PRINTED IN GREAT BRITAIN BY BILLING AND SONS, LIMITED GUILDFORD AND ESHER

* * * * * * * *

*Poems*

*by Rupert Brooke*

(Originally published in 1911)

_Twenty-eighth Impression_ 3s. 6d. _net_

"The volume of 'Poems' published in 1911, which contains work written as early as 1905, when he was eighteen, shows an art curiously personal, skilful, deliberate. It shows, too, an intellectual deftness altogether unexpected in so young a poet, and it shows finally, not always but often, an indifference to the normal material upon which poets good and bad are apt to work from the outset, and in the shaping of which ultimately comes all poetry that is memorable. Nearly every page is interesting on account of its art and intellectual deftness, qualities that we should not expect to be marked....

"... Even in the poems where most we feel the lack of emotional truth there is a beauty of word that made the book full of the most exciting promise. Already, too there was in certain poems assurance against the danger that this intellectual constraint might degenerate into virtuosity."--From "RUPERT BROOKE," by John Drinkwater, in the _Contemporary Review_, December 1915.

*** The poems on pp. 7-38 of _Selected Poems_ are taken from the above volume.

* * * * *

*1914 and other Poems*

*by Rupert Brooke*

*With a Photogravure Portrait by SHERRIL SCHELL*

_Twenty-eighth Impression_ 3s. 6d. _net_

"To those of us who see in poetry the perfect flowering of life, the story of Rupert Brooke will always mean chiefly the score or so of poems in which he reached to the full maturity of his genius and gave imperishable expression to the very heart of his personality.... Not even the fact that the man who wrote the sonnets, than which after long generations nothing shall make the year 1914 more memorable, served and died for England at war, can add one beat to their pulse. The poetry that shines and falls across them in one perfect and complete wave is, as poetry must always be, independent of all factual experience, and comes wholly from the deeper experience of the imagination."--From "RUPERT BROOKE" by John Drinkwater, in the _Contemporary Review_. December 1915.

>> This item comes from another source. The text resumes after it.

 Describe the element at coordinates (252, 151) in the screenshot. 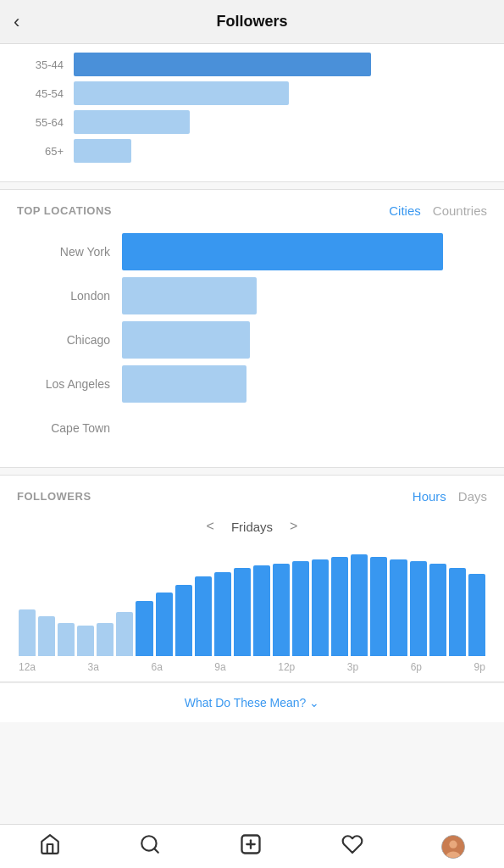

I see `age-row-65plus: 65+` at that location.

*** The poems on pp. 39-75 of _Selected Poems_ are taken from the above volume.

* * * * *

_UNIFORM EDITION_

*The Collected Poems of Rupert Brooke*

*With a Memoir*

*Two Photogravure Portraits from Photographs by SHERRIL SCHELL*

Extra crown 8vo. Buckram _Ninth Impression_ 12s. 6d. _net_

_Some Press Opinions of the "Memoir"_

"To me this picture of Rupert Brooke is one of the pleasantest and most inspiriting that I have read in biographical literature for many a day. Here are 160 pages of pure gold."--C. K. S. in _The Sphere_.

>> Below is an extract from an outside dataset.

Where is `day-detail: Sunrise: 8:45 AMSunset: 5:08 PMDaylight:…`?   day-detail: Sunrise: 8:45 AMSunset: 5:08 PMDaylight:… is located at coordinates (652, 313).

"A model of what a memoir should be."--_Liverpool Post_.

"The Memoir ... is one of the most perfect we have ever read."--_Pall Mall Gazette_.

"An admirable picture of one whom the gods loved and gifted generously."--_Punch_.

*** The Memoir may also be obtained separately, uniform with 'Poems' and '1914,' with a Portrait from a photograph by SHERRIL SCHELL, price 6s. net.

* * * * *

_UNIFORM EDITION_

*Letters from America: by Rupert Brooke*

*With a Preface by Henry James*

Photogravure Portrait from a photograph by SHERRIL SCHELL

Extra crown 8vo. Buckram _Fourth Impression_ 12s. 6d. _net_

* * * * *

*John Webster and the Elizabethan Drama*

*by Rupert Brooke*

Extra crown 8vo. Buckram _Second Impression * 12s. 6d. *net_

*** This is the 'dissertation,' written in 1911-12, by which Rupert Brooke gained his Fellowship at King's College, Cambridge, in 1913.

SIDGWICK & JACKSON, Ltd., 3 Adam St., London, W.C.